A mile up the logging road, I tagged the Basin Brook. I followed it into the green infinity without as much as a deer trail underfoot. When the brook forked, I took the tributary leading back to a series of beaver ponds that I had visited a few years ago. There I would put the collapsed fly rod in my rucksack to good use. But first I had to reach those ponds. That’s easier said than done, as any seasoned bushwhacker will tell you.

The Vermont woods are lush this time of year. The extra rain they’ve seen recently has made a lot of plants and animals happy. Mosquitoes greeted me while I flailed through thick entanglements of hobblebush, but I was happy enough tramping across the forest floor, listening to the stream’s song and breathing in the dank smell of a wet forest. For a few hours, I was off the grid. And that’s a feeling you can’t buy at your nearest superstore.

Matika was a knot of exuberance, running back and forth through the woods just to be running. More than once she leaped over blowdown only to land chest-deep in a mud hole. She didn’t care. When I crossed the brook, she bounded past, splashing me in the process. I think she did that on purpose.

It took a couple hours but eventually I found that old beaver pond I’d fished a few years back. The newer ones below it had broken and drained, but the old one still held firm even though there was no indication that any beaver still lived there. From the beaver dam, I waved my fly rod a few times and landed a fair-sized brook trout. I didn’t let Matika wade into the pond so she sat on the dam looking rather bored while I fished. She pulled sticks from the dam and chewed on them until she caused the dam to leak. That and the gray clouds overhead cut my fishing short. No matter. I had reached the pond and, quite frankly, that was all I really wanted to do. The pond was just a destination – something to aim for while wandering around the woods for a day. The way I see things, it’s all about the journey. The destination doesn’t really matter.

I bushwhack through life. Show me a trail and I’ll follow it for a while but not forever. I’m not a big rules kind of guy. Some people live their lives in a box; others think outside of the box; I can’t even find the box and don’t know what I’d do with it if I could.

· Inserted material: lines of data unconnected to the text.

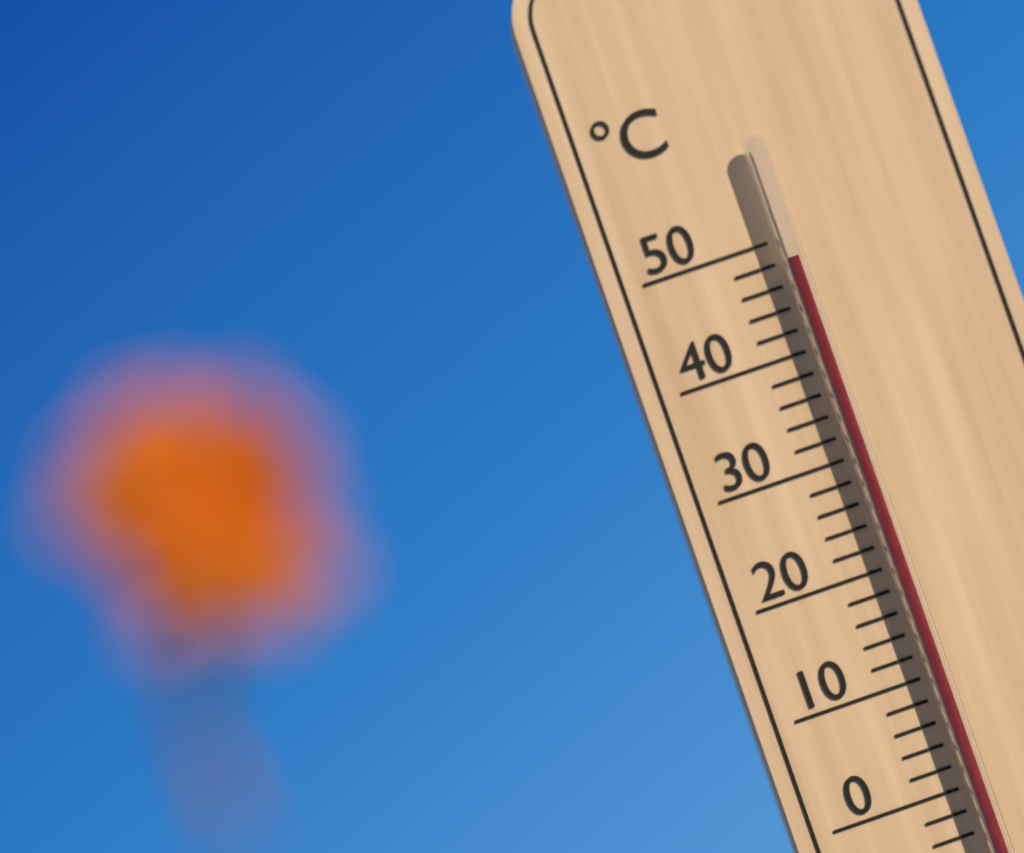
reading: 48 °C
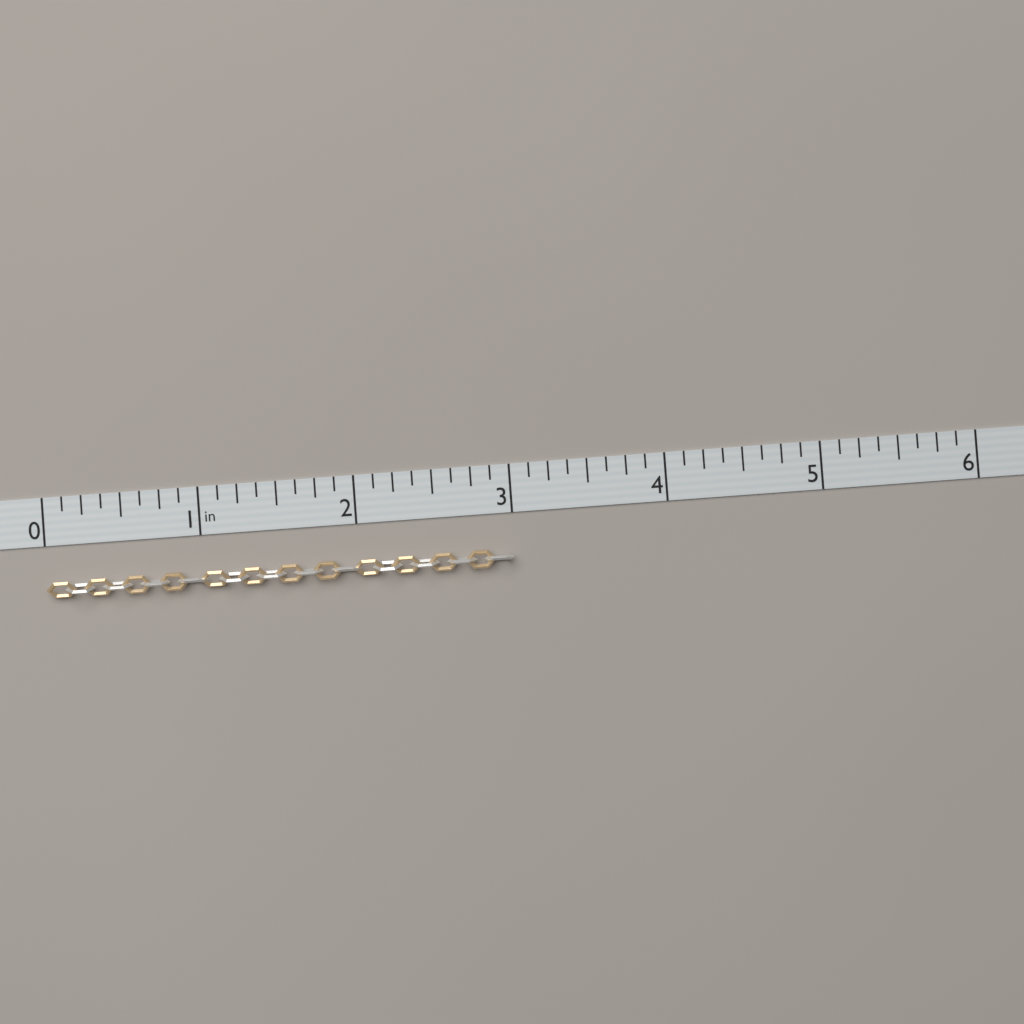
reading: 3.000 in
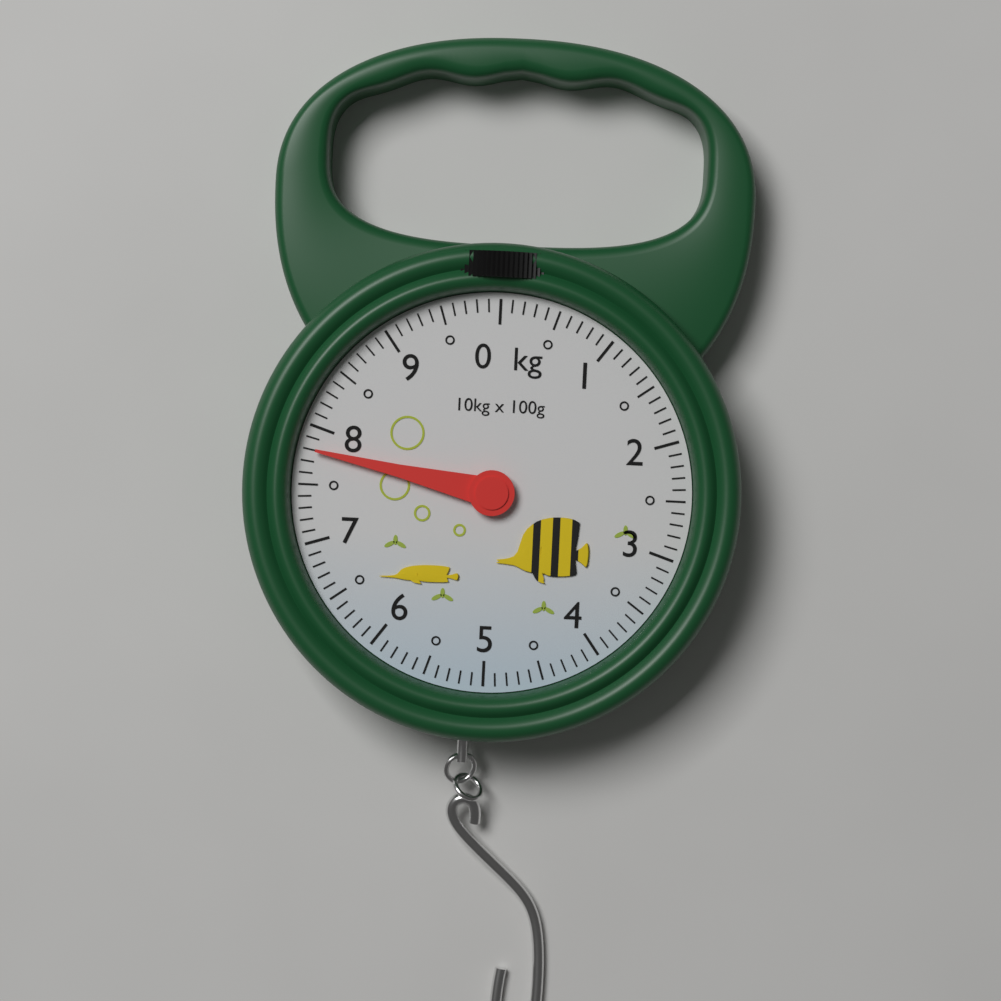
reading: 7.8 kg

So I go into the woods on a regular basis, finding there the kind of meaning and purpose that most people find in credos, scientific facts or sacred texts. I walk streams, hike trails and generally wander about the woods, looking for insights into the real. I’m rarely disappointed.

The hike out was easy – downhill for the most part. When I got back to the car, I realized that I hadn’t seen another human being all day. Just what the doctor ordered. Matika climbed into the back seat and slept all the way home. I basked in the glow that always follows a day spent outdoors. Returning home, I hooked myself back into the grid. But I’ll be out there again soon. I hope to return to the woods before my mud-caked boots have a chance to completely dry out.